If you want something that is more like actual recursion (I.e., depth-first), Oracle has CONNECT BY which does not require the same kind of tracking. It also comes with extra features to help with cycle detection, stack depth reflection, etc.
If your problem is aligned with the DFS model, the oracle technique can run circles around recursive CTEs. Anything with a deep hierarchy and early termination conditions is a compelling candidate.
All that is supported with CTEs as well. And both Postgres and Oracle support the SQL standard for these things.
You can't choose between breadth first/depth first using CONNECT BY in Oracle. Oracle's manual even states that CTE are more powerful than CONNECT BY
Regarding recursive CTEs, you might be interested in how DuckDb evolved them with USING KEY: https://duckdb.org/2025/05/23/using-key
Embarassingly, despite thinking of myself as pretty knowledgeable with SQL, I had no idea you could nest DML statements inside a CTE. I always assumed/used DML statements as the final statement after a CTE was defined. I'm not sure if or when I might use this in the future, but it's neat to learn something new (and to be humbled at the same time).
Obviously makes only sense for stuff like analytical queries that are not running constantly.
I'll write some nice clean CTEs and then have to refactor it to temp tables due to the lack of materialization.
I just rewrote all queries with claude code and next day and compute decreased to 1/5th.
These days I often write queries like this (especially when doing exploratory ad hoc queries, but also in apps) even when it's not necessary to use a CTE:
WITH
a AS (
SELECT ... FROM ... WHERE ... etc.
)
SELECT * FROM a
The first CTE query defines the input, and the main query just reads from it. Subsequent subqueries invoke steps on that input to group, filter, join, and so on.This has a bunch of nice benefits. For example, it allows me to add steps incrementally, and to "comment out" a step I can simply change the next step's input to read from the preceding step. Each step can be read and understood in isolation.
I work a lot with Postgres, ClickHouse, and SQLite, and generally find that the database inlines and optimizes CTEs, and challenges mostly concern performance traps (like IN or EXISTS) that allly to non-CTE situations as well.
vlaaad•3d ago
CTE stands for Common Table Expressions in SQL. They are temporary result sets defined within a single query using the WITH clause, acting like named subqueries to improve readability and structure.
radimm•3d ago
iainmerrick•3d ago
I was morbidly curious what a "good CTE" could possibly be...
QuantumNomad_•2d ago
Seems to be this:
> Chronic traumatic encephalopathy (CTE) is a progressive neurodegenerative disease […]
> Evidence indicates that repetitive concussive and subconcussive blows to the head cause CTE. In particular, it is associated with contact sports such as boxing, American football, Australian rules football, wrestling, mixed martial arts, ice hockey, rugby, and association football.
https://en.wikipedia.org/wiki/Chronic_traumatic_encephalopat...
iainmerrick•2d ago
I assumed the C stood for Concussion. Wrong but also partly right!
alistairSH•2d ago
The NFL in the US has famously gone to great lengths to downplay the impact of CTE on current and retired players. And there have been several famous players who literally lost their minds as they aged, and we now know that was due to CTE. Something like 90% of ex-NFLers have it. The number is still really bad for collegiate players. And even high school players are at risk.
It was to the point that Will Smith starred in a movie about it. https://en.wikipedia.org/wiki/Concussion_(2015_film)
theturtletalks•1d ago
tialaramex•2d ago
DANmode•2d ago
swasheck•2d ago
edit: syntax. voice to text was liberal with the comma abuse
xxs•2d ago
It'd be quite surprising the WITH statement in top a query to be the first feature to learn/use past basic SQL. Is it personal experience in some industry?
tclancy•2d ago
lizknope•2d ago
cpfohl•2d ago
This is a valuable comment, don't ruin it with sarcasm and rudeness.
NooneAtAll3•2d ago
no it wouldn't
the whole point is to critique the post
mcdonje•2d ago
da_chicken•2d ago
Sure, yes, OP should (and now has) defined the term. But at the same time it's reasonable to expect that someone reading a blog post on BoringSQL.com would already know the term just as much as we could expect people interested in Clojure would know what a REPL is.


» **ABOUT THIS TASK**
The answer is to be one number: the count of lines in this listing that have the string "Procurar".

» **SUPPLIED RECORDS**
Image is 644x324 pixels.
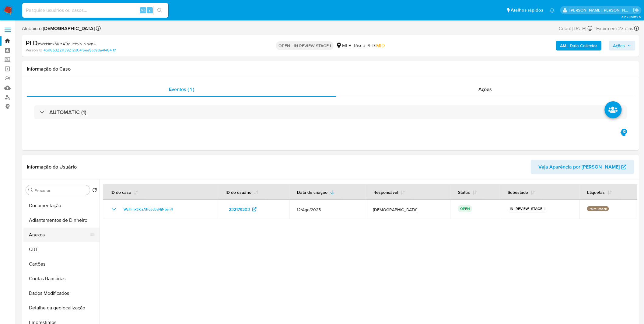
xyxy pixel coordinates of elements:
[556,41,601,50] button: AML Data Collector
[43,48,116,53] a: 4b96b322939212d04f6ea5cc9da4f464
[26,66,634,72] h1: Informação do Caso
[539,160,620,174] span: Veja Aparência por [PERSON_NAME]
[511,7,543,14] span: Atalhos rápidos
[23,242,99,257] button: CBT
[336,43,352,49] div: MLB
[478,86,492,93] span: Ações
[149,7,150,13] span: s
[37,41,96,47] span: # WzHmx3KizATrgJcbvNjNpvn4
[26,164,77,170] h1: Informação do Usuário
[22,25,95,32] span: Atribuiu o
[34,188,87,193] input: Procurar
[23,213,99,228] button: Adiantamentos de Dinheiro
[633,7,639,14] a: Sair
[23,272,99,286] button: Contas Bancárias
[530,160,634,174] button: Veja Aparência por [PERSON_NAME]
[23,286,99,301] button: Dados Modificados
[23,257,99,272] button: Cartões
[49,109,86,116] h3: AUTOMATIC (1)
[26,38,37,48] b: PLD
[354,43,385,49] span: Risco PLD:
[596,25,633,32] span: Expira em 23 dias
[28,188,33,193] button: Procurar
[23,198,99,213] button: Documentação
[141,7,145,13] span: Alt
[609,41,636,50] button: Ações
[169,86,194,93] span: Eventos ( 1 )
[23,228,95,242] button: Anexos
[92,188,97,194] button: Retornar ao pedido padrão
[154,6,166,15] button: search-icon
[276,41,334,50] p: OPEN - IN REVIEW STAGE I
[23,301,99,316] button: Detalhe da geolocalização
[560,41,598,50] b: AML Data Collector
[26,48,43,53] b: Person ID
[34,105,627,119] div: AUTOMATIC (1)
[613,41,625,50] span: Ações
[42,25,95,32] b: [DEMOGRAPHIC_DATA]
[570,7,631,13] p: igor.silva@mercadolivre.com
[376,42,385,49] span: MID
[594,25,595,32] span: -
[559,25,592,32] div: Criou: [DATE]
[550,8,555,13] a: Notificações
[22,6,168,14] input: Pesquise usuários ou casos...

» **ANSWER AREA**
2